I linger over the sink. This is exactly what I didn’t want. A new responsibility. A person who will rely on me.
A man who is fundamentally unreliable.
I feel the breeze shift, ever so slightly, and I change along with it.
Chapter 6
Seamus
Ilinger on the sidewalk outside Fergus’s girlfriend’s place. It feels like a sticky black oil is tossed all over my skin. The way she stared at me, eyes empty and lifeless, a crying baby in the background. Fergus’s little kid. Now without a father. All for fucking what?
I promised we’d take care of her. I’ve made that promise before, and I’ll do it again. So long as the Whelan Clan’s capable, we’ll always honor those that died in our service. But it won’t be a rich life, and I sure as fuck won’t be that baby’s daddy.
Messed up situation all around. We all know the risks in this life. We accept them, but it’s one thing to know and another to see it all come crumbling down.
I take a deep breath. I brush off my arms.Bend with the breeze. When I open them again and walk to my car, it’s like I’m a new man.
That’s how I survive.
Finn answers his phone on the third ring. “How’d it go?”
“About the same as always.”
“Crying and shit?”
“Not just her. The baby too.”
He curses and lets out a long breath. “Good for you. Don’t know how you have the stomach for it.”
“That’s my job. Every man that works for me knows I’ll do it for them. It’s not much, but it’s something.”
“Do me a favor. If I get killed, don’t go anywhere near my next of kin.”
I laugh lightly. “As if you’ll ever find a girl willing to marry you.”
“One of these days I’ll trick someone, don’t you worry.”
“I won’t lose sleep over it. Except you probably shouldn’ttricka woman into being your wife.”
“Oh, yeah? I guess letting Dad pick my bride for me is better?”
“Don’t be a fucking prick, Finn. You know that wasn’t my choice.”
“Yeah, yeah, and yet here we are.”
“You’re just jealous.”
There’s a short pause. “The girlispretty,” he concedes.
Irrationally, a strange sharp pang of jealousy tightens in my guts. I grip the steering wheel, guiding the car over toward Hudson Yards. “Don’t talk about my wife like that.”
“Like what? It was a fucking compliment.”
“Keep it to yourself next time, prick.”
“You’re so fucking bizarre sometimes, Seamus. I don’t get you. One second you act like you don’t care about the girl, and next you’re giving me shit for calling herpretty.”
I glare at the road. He’s right, and I know it. I’ve been treating this whole arrangement as nothing more than a weird little blip. Like one day I’ll have a wife the same way I might get a vacuum for Christmas.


[What is being asked] Which of the lines below holds the string "Image"? Copy every line that does.

Web page and app entries

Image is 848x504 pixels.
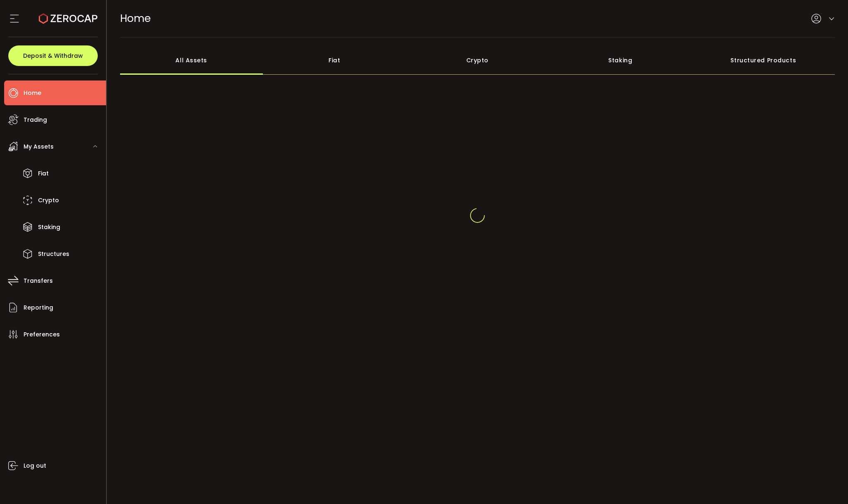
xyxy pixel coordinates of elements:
[692,46,835,75] div: Structured Products
[24,87,41,99] span: Home
[263,46,406,75] div: Fiat
[24,275,53,287] span: Transfers
[549,46,692,75] div: Staking
[24,302,53,314] span: Reporting
[24,460,46,472] span: Log out
[24,329,60,341] span: Preferences
[38,221,60,233] span: Staking
[406,46,549,75] div: Crypto
[120,11,151,26] span: Home
[8,46,98,66] button: Deposit & Withdraw
[38,194,59,206] span: Crypto
[120,46,263,75] div: All Assets
[38,167,49,179] span: Fiat
[38,248,69,260] span: Structures
[23,53,83,59] span: Deposit & Withdraw
[24,114,47,126] span: Trading
[24,141,54,153] span: My Assets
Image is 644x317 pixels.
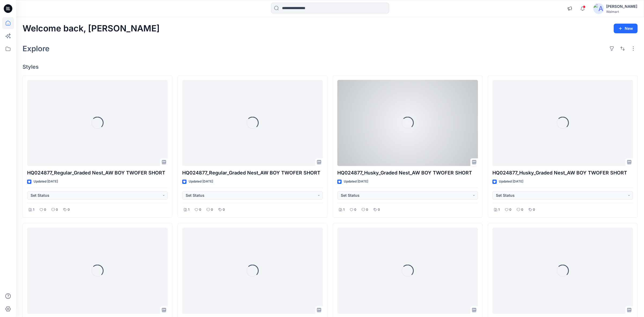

[Response]
Image is 848x504 pixels.
Image is 644x317 pixels.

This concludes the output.